Language
01
Main sake ingredients
Ingredients:
Steamed white rice, kōji, yeast, water, high strength distilled alcohol(optional)
清酒的主要成分:
蒸白米、麹、酵母、水、高浓度蒸馏酒精
02
Main production steps
1:Rice preparation:
Polishing (impact on style), washing, soaking, steaming
2:Kōji production:
Cooling rice, spreading the mould, initial mould growth, controlling and stopping the mould growth
3:Fermentation:
Fermentation starter, main fermentation Warm fermentation, cool fermentation (impact on style)
4:Filtration and bottling :
Addition of high strength distilled alcohol (optional), filtration, dilution with water (optional), bottling, pasteurisation (optional)
主要生产步骤
准备米: 研磨米的程度(对风格有影响)、洗米、浸泡、蒸煮
麴生产 :冷却大米、散播霉菌、初期霉菌生长、控制和阻止霉菌生长
发酵: 发酵启动器、主发酵,暖发酵、冷发酵(对风格的影响)
过滤和装瓶: 添加高浓度蒸馏酒精(可选)、过滤、加水稀释(可选)、装瓶,巴氏杀菌(可选)
The outer layers of the rice contain a lot of protein, fat, and minerals, which can make the sake taste heavy and bitter. Polishing away these layers is generally thought to improve quality by making the sake lighter and cleaner in taste.
Note that the term JUNMAI may be used together with DAIGINJO and GINJO to describe a sake type. For example, a junmai daiginjo sake is one that is polished to less than 50% remaining, AND has no alcohol added to it.
Oddly, the term HONJOZO is never used together with DAIGINJO or GINJO. If the sake is polished to less than 50% remaining, and it has added alcohol, it is simply called a daiginjo sake.
The technique of adding distilled alcohol to the mash before filtering has been used by brewers for the past several centuries to enhance quality, or to stabilize the sake and to lower its cost. Whether the effect on quality is positive or negative is a matter of degree, and so the tax law specifies that to be labeled as HONJOZO, the amount of added alcohol must be limited to less than 10% of the amount of polished rice used in the mash, and that the rice must be polished to less than 70% remaining.
When such limited amounts of alcohol are added to such polished sake, the effect is to accentuate the sake’s natural aromas and to produce a pleasantly dry feeling on the palate.
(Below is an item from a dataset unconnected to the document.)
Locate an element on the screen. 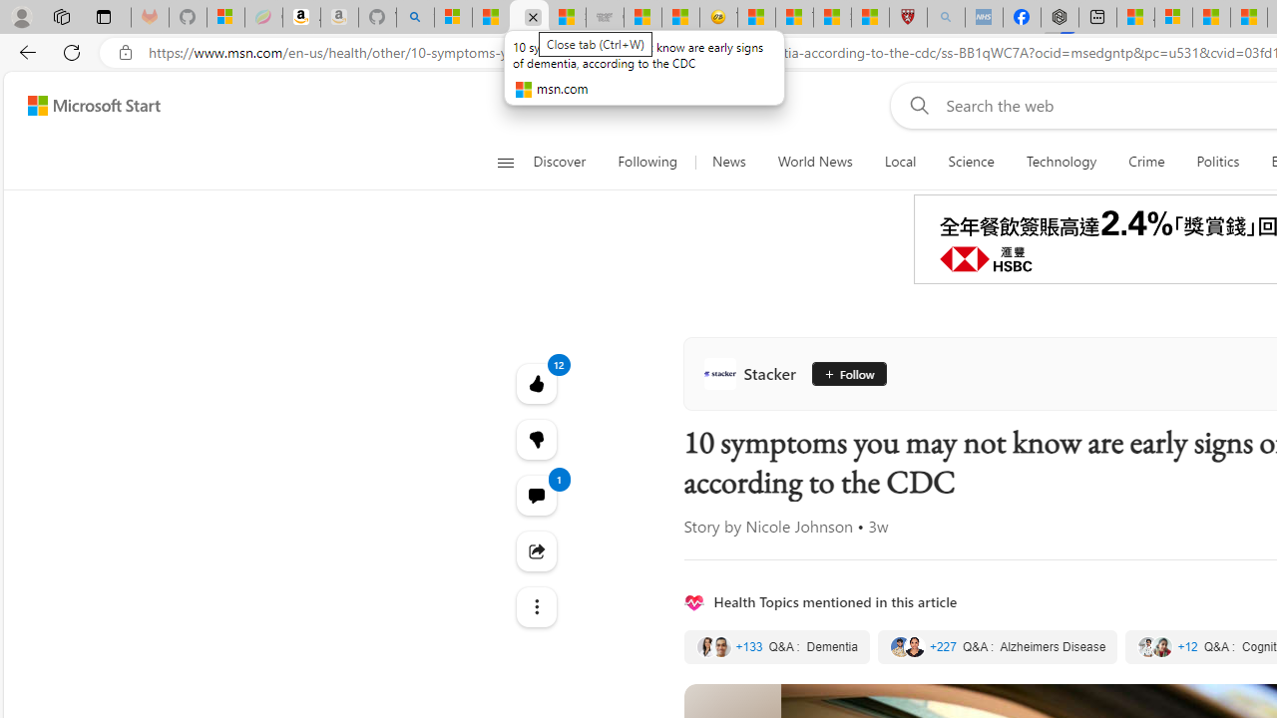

Thus, HONJOZO sake is understood to be “high-quality alcohol-added sake.”
Even today, there is far more alcohol-added sake on the market than junmai sake, although the junmai style is quickly growing in popularity because it is perceived to be purer and inherently of higher quality. For us it’s a matter personal taste, and we leave it up to you to choose one, the other, or both!